For much of the past year, the treasury at Microsoft Corp. has been actively pursuing a single global communications platform for its cash management. While the treasury team knew about consolidation services, such as Citigroup's award-winning TreasuryVision, Microsoft ultimately wanted something it could control in-house. The software giant began the process by joining member-administered closed user groups (MACUGs) at six banks where it did not already enjoy electronic connectivity. But before Microsoft could piece together its vision, international banking network SWIFT opened its doors to corporate members through a new program called SCORE (Standardized Corporate Environment), and Microsoft saw a ready-made solution.

Of course, Microsoft is pushing the envelope as one of the first multinationals to take advantage of SCORE and bypass MACUGs in favor of the SWIFT single direct link to the vast majority of Microsoft's 1,000 bank accounts worldwide, pulling in next-day and even intraday bank account data. "By getting electronic visibility in one snapshot of nearly all of our cash in something approaching real time, we are finding a tremendous opportunity to move that cash and make it more productive," says Microsoft's treasurer George Zinn. "We're looking at a powerful infrastructure play."
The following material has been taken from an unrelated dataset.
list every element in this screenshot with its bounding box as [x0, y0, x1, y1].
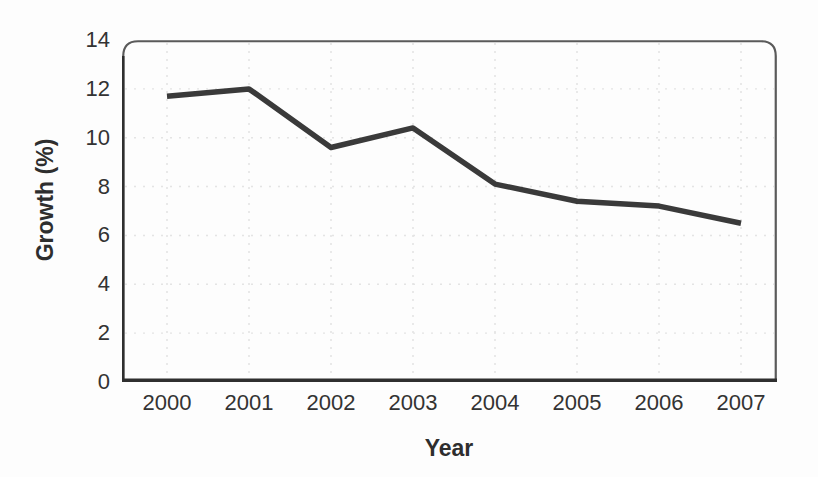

No doubt, Microsoft is creating a vision of a centralized cash management that will become the standard for 21st century treasuries–the new competitive imperative. The aim: perfecting working capital management or what at Microsoft they call "the life cycle of the dollar." Fortunately for Microsoft and other companies even less likely to build their own solution, a series of technological and standards-setting initiatives, similar to SCORE, are providing shortcuts to the kind of control and transparency over global cash holdings necessary to push the envelope on working capital management. With names like SEPA, ISO 20022, FpML, Target 2, MACUG and TSU, the new banking programs open communication lines and standardize financial transactions to move the needle on straight-through processing and real-time data flow. "This is a really exciting time," enthuses Richard Moseley, head of global transaction banking–corporates for HSBC. "We are getting closer to straight-through processing, complete visibility of all cash around the globe, the replacement of paper with electronic communication, and the evolution of sophisticated value-added services based on emerging new standards."